The case is the Supreme Court’s first ruling on abortion since Associate Justice Amy Coney Barrett joined the court, the New York Times reported, and the three liberal justices dissented. (RELATED: World Health Organization: Abortion Is ‘Essential’ During Coronavirus Pandemic)

“The question before us is not whether the requirements for dispensing mifepristone impose an undue burden on a woman’s right to an abortion as a general matter,” Chief Justice Roberts wrote in the unsigned ruling. “The question is instead whether the District Court properly ordered the Food and Drug Administration to lift those established requirements because of the court’s own evaluation of the impact of the COVID–19 pandemic.”

“Here as in related contexts concerning government responses to the pandemic, my view is that courts owe significant deference to the politically accountable entities with the ‘background, competence, and expertise to assess public health,'” he continued. “In light of those considerations, I do not see a sufficient basis here for the District Court to compel the FDA to alter the regimen for medical abortion.” (RELATED: Abortion Advocates Call On FDA To Remove Restrictions On Abortion Drugs Over Coronavirus Crisis, Push Abortion Telemedicine)
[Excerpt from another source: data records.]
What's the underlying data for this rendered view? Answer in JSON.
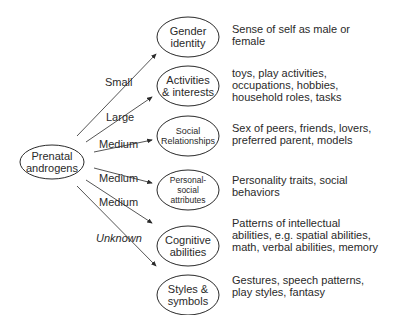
{
  "source": {
    "label_1": "Prenatal",
    "label_2": "androgens"
  },
  "targets": [
    {
      "label_1": "Gender",
      "label_2": "identity",
      "effect": "Small",
      "description": "Sense of self as male or\nfemale"
    },
    {
      "label_1": "Activities",
      "label_2": "& interests",
      "effect": "Large",
      "description": "toys, play activities,\noccupations, hobbies,\nhousehold roles, tasks"
    },
    {
      "label_1": "Social",
      "label_2": "Relationships",
      "effect": "Medium",
      "description": "Sex of peers, friends, lovers,\npreferred parent, models"
    },
    {
      "label_1": "Personal-",
      "label_2": "social",
      "label_3": "attributes",
      "effect": "Medium",
      "description": "Personality traits, social\nbehaviors"
    },
    {
      "label_1": "Cognitive",
      "label_2": "abilities",
      "effect": "Medium",
      "description": "Patterns of intellectual\nabilities, e.g. spatial abilities,\nmath, verbal abilities, memory"
    },
    {
      "label_1": "Styles &",
      "label_2": "symbols",
      "effect": "Unknown",
      "description": "Gestures, speech patterns,\nplay styles, fantasy"
    }
  ],
  "colors": {
    "line": "#2a2a2a",
    "text": "#2a2a2a",
    "background": "#ffffff"
  }
}
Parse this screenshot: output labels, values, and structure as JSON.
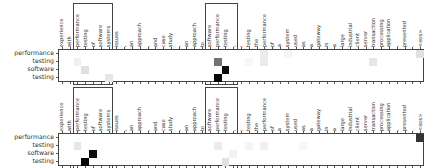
{
  "columns": [
    "experience",
    "with",
    "performance",
    "testing",
    "of",
    "software",
    "systems",
    "issues",
    ",",
    "an",
    "approach",
    ",",
    "and",
    "case",
    "study",
    ",",
    "an",
    "approach",
    "to",
    "software",
    "performance",
    "testing",
    ",",
    ":",
    "testing",
    "the",
    "performance",
    "of",
    "a",
    "system",
    "used",
    "as",
    "a",
    "gateway",
    "in",
    "a",
    "large",
    "industrial",
    "client",
    "server",
    "transaction",
    "processing",
    "application",
    ",",
    "presented",
    ".",
    "<eos>"
  ],
  "rows": [
    "performance",
    "testing",
    "software",
    "testing"
  ],
  "highlight_columns": [
    [
      2,
      6
    ],
    [
      19,
      22
    ]
  ],
  "panels": [
    {
      "name": "top",
      "cells": [
        {
          "r": 1,
          "c": 2,
          "v": 0.06
        },
        {
          "r": 2,
          "c": 3,
          "v": 0.12
        },
        {
          "r": 3,
          "c": 6,
          "v": 0.1
        },
        {
          "r": 1,
          "c": 20,
          "v": 0.55
        },
        {
          "r": 2,
          "c": 21,
          "v": 0.95
        },
        {
          "r": 3,
          "c": 20,
          "v": 0.97
        },
        {
          "r": 0,
          "c": 26,
          "v": 0.08
        },
        {
          "r": 1,
          "c": 26,
          "v": 0.08
        },
        {
          "r": 0,
          "c": 29,
          "v": 0.04
        },
        {
          "r": 1,
          "c": 40,
          "v": 0.1
        },
        {
          "r": 0,
          "c": 46,
          "v": 0.12
        },
        {
          "r": 1,
          "c": 24,
          "v": 0.03
        }
      ]
    },
    {
      "name": "bottom",
      "cells": [
        {
          "r": 1,
          "c": 2,
          "v": 0.1
        },
        {
          "r": 2,
          "c": 4,
          "v": 0.95
        },
        {
          "r": 3,
          "c": 3,
          "v": 0.97
        },
        {
          "r": 1,
          "c": 20,
          "v": 0.08
        },
        {
          "r": 3,
          "c": 21,
          "v": 0.12
        },
        {
          "r": 2,
          "c": 22,
          "v": 0.05
        },
        {
          "r": 1,
          "c": 24,
          "v": 0.04
        },
        {
          "r": 1,
          "c": 26,
          "v": 0.06
        },
        {
          "r": 1,
          "c": 31,
          "v": 0.03
        },
        {
          "r": 0,
          "c": 46,
          "v": 0.8
        }
      ]
    }
  ]
}
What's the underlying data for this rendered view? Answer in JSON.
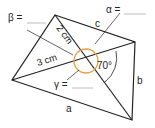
{
  "diagram": {
    "labels": {
      "beta": "β =",
      "alpha": "α =",
      "gamma": "γ =",
      "side_a": "a",
      "side_b": "b",
      "side_c": "c",
      "diag_2cm": "2 cm",
      "diag_3cm": "3 cm",
      "angle_70": "70°"
    },
    "colors": {
      "lines": "#222222",
      "circle": "#e8a040",
      "blank": "#aaaaaa"
    }
  }
}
The ruling comes after both pro-life supporters and pro-choice advocates fought over abortion access for months during the pandemic: pro-lifers lobbied for governors to ban abortions as medically unnecessary procedures, while pro-abortion advocates called for continued and increased abortion access despite the pandemic.

“This country’s laws have long singled out abortions for more onerous treatment than other medical procedures that carry similar or greater risks,” Justice Sonia Sotomayor, joined by Justice Elena Kagan, wrote in her dissent, the Times reported.

“Like many of those laws, maintaining the F.D.A.’s in-person requirements” for picking up the drug “during the pandemic not only treats abortion exceptionally, it imposes an unnecessary, irrational and unjustifiable undue burden on women seeking to exercise their right to choose.”